Booker worked with residents, philanthropists, and civic organizations to help turn the city around, says Modia Butler, formerly the mayor’s chief of staff and presently State Director to Sen. Booker. “Because of his national brand, Cory was able to raise private money.”

Butler, who first worked with Booker when he ran Newark Now, helped launch the Brick City Development Corporation aimed at growing local businesses and spurring real estate development. The BCDC Newark Fund has granted some 30 small business loans up to $400,000. Adds Butler, “Cory has made a concerted effort to put Newark on the map and change its image, letting people know Newark was open for business and a safe place to come to.”

Booker is a senator with national celebrity status. He was called America’s superhero for dashing into a neighbor’s burning home in 2012, emerging with a woman who had been trapped in a back bedroom. He breaks bread with wealthy friends such as Oprah Winfrey, who dubbed him a “rock star,” and Ivanka Trump, daughter of Republican real estate mogul Donald Trump, who both hosted fundraisers for his Senate campaign. He reportedly hauled in $11.2 million for the race, beating his Republican opponent, businessman Steve Lonegan’s $1.35 million, by 8-to-1.

But he has faced criticism for being “too much” in the spotlight. Salon political writer Alex Pareene described him as an “avatar of the wealthy elite, a camera hog, and a political cipher who has never once proposed anything to address the structural causes of the problems he claims to care so deeply about. He represents the interests of both Wall Street and Silicon Valley.” Pareene wrote that Booker would be the worst kind of senator–one that has no power.

Congressional Gridlock

“Booker is a unique case among other statewide candidates who have been less [victorious]. There is something that can be learned from him,” says Daniella Gibbs Léger, senior vice president for American Values and New Communities at the Center for American Progress, a Washington, D.C., public policy research group. While every state race has its own set of dynamics depending on whether you are in the South, East, or Midwest region, Gibbs Léger says what Booker did that worked was to build a broad base coalition, garnering support and cultivating strong relationships within and outside of the state of  New Jersey.

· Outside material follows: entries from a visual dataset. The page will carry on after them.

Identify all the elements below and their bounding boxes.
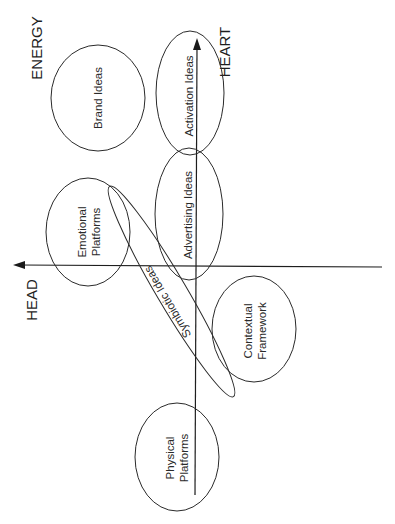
ellipse-brand-ideas: Brand Ideas [51,45,145,151]
ellipse-label: Activation Ideas [183,55,195,136]
ellipse-physical-platforms: Physical Platforms [135,403,219,511]
ellipse-activation-ideas: Activation Ideas [156,31,224,155]
arrow-up-icon [193,38,201,50]
ellipse-label: Brand Ideas [92,67,104,129]
axes [13,38,382,495]
ellipse-label-line-1: Physical [164,437,176,480]
horizontal-axis [20,265,382,267]
axis-label-head: HEAD [23,279,40,321]
ellipse-emotional-platforms: Emotional Platforms [46,178,130,286]
ellipse-label-line-2: Framework [256,302,268,360]
ellipse-label: Symbiotic Ideas [142,264,194,340]
positioning-diagram: ENERGY HEART HEAD Brand Ideas Activation… [0,0,395,524]
axis-label-heart: HEART [216,27,233,78]
ellipse-contextual-framework: Contextual Framework [212,276,296,382]
vertical-axis [195,46,197,495]
ellipse-label: Advertising Ideas [182,171,194,259]
ellipse-advertising-ideas: Advertising Ideas [155,148,223,280]
ellipse-label-line-2: Platforms [178,433,190,482]
axis-label-energy: ENERGY [28,16,45,79]
arrow-left-icon [13,261,25,269]
ellipse-label-line-1: Contextual [242,304,254,359]
ellipse-label-line-2: Platforms [90,207,102,256]
ellipse-label-line-1: Emotional [76,206,88,257]
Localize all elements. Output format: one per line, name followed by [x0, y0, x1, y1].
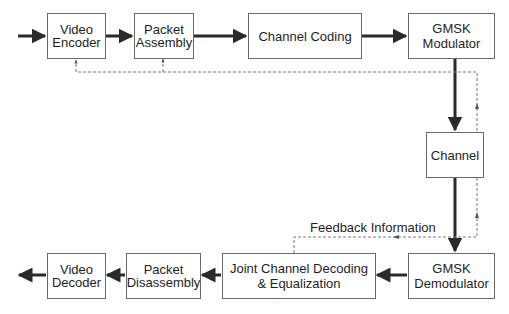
gmsk-demodulator-block: GMSKDemodulator: [408, 253, 495, 299]
gmsk-demodulator-line1: GMSK: [414, 261, 488, 276]
video-decoder-block: VideoDecoder: [47, 253, 106, 299]
video-encoder-block: VideoEncoder: [47, 13, 106, 59]
feedback-arrow-up-lower-icon: [475, 212, 479, 218]
packet-disassembly-line2: Disassembly: [127, 276, 201, 289]
packet-disassembly-block: PacketDisassembly: [126, 253, 201, 299]
feedback-arrow-up-upper-icon: [475, 103, 479, 109]
joint-decoding-block: Joint Channel Decoding& Equalization: [222, 253, 376, 299]
video-encoder-line2: Encoder: [52, 36, 100, 49]
channel-label: Channel: [431, 149, 479, 162]
gmsk-modulator-line2: Modulator: [423, 36, 481, 51]
joint-decoding-line1: Joint Channel Decoding: [230, 261, 368, 276]
feedback-arrow-left-icon: [393, 235, 399, 239]
feedback-information-label: Feedback Information: [310, 220, 436, 235]
joint-decoding-line2: & Equalization: [230, 276, 368, 291]
packet-assembly-line2: Assembly: [136, 36, 192, 49]
channel-block: Channel: [426, 132, 484, 178]
gmsk-modulator-block: GMSKModulator: [408, 13, 495, 59]
channel-coding-label: Channel Coding: [258, 30, 351, 43]
gmsk-demodulator-line2: Demodulator: [414, 276, 488, 291]
video-decoder-line2: Decoder: [52, 276, 101, 289]
gmsk-modulator-line1: GMSK: [423, 21, 481, 36]
channel-coding-block: Channel Coding: [248, 13, 362, 59]
packet-assembly-block: PacketAssembly: [134, 13, 194, 59]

Booker, whose Senate run occurred after the late Frank Lautenberg’s seat became vacant, will serve out his term until 2014. He must run again in the primaries and November election to secure a full six-year term in Congress where Democrats now hold the Senate majority while the GOP controls the House.

“We are in this hyper partisan environment where it is not about policy issues. It is about a zero sum game type of politics where if your side wins my side loses,” says Booker. He cites a USA Today

article that took an education issue and associated it with Republicans, 80% of Democrats were against it while 80% of Republicans were for it. When they switched that same education issue, associating it with Democrats, it had the opposite effect. “We have to find a way to work together to be a productive force to help grow this country.”

Booker is progressive on social issues that have divided Congress. He supports women’s rights, same-sex marriage, immigration reform, and gun control. He favors a higher minimum wage, corporate tax reform, and greater college financial assistance. He also wants to spur job creation through infrastructure spending and increased manufacturing in the USA.

RELATED: Cory Booker Announces Run for Senate

A major concern for 2014 is criminal justice reform. “There has been this emphasis on punishment and not rehabilitation. I am a big believer in if you do something wrong there must be a consequence. But America has become an incarceration nation,” he explains. “We need to make the justice system fairer. So, that a black male marijuana user is not 3.7 times more likely to be arrested than a white male user.” He adds, “the pillars of a lot of my recommendations are around crime prevention, alternative courts for veterans and youth, drug treatment, and education.”

As far as aspirations for the Oval Office, Booker says he won’t run for the presidency. “I may not continue with politics beyond this seat.” His quip is quite similar to that of another freshman U.S. senator eight years ago. That legislator now resides at 1600 Pennsylvania Avenue for a second term.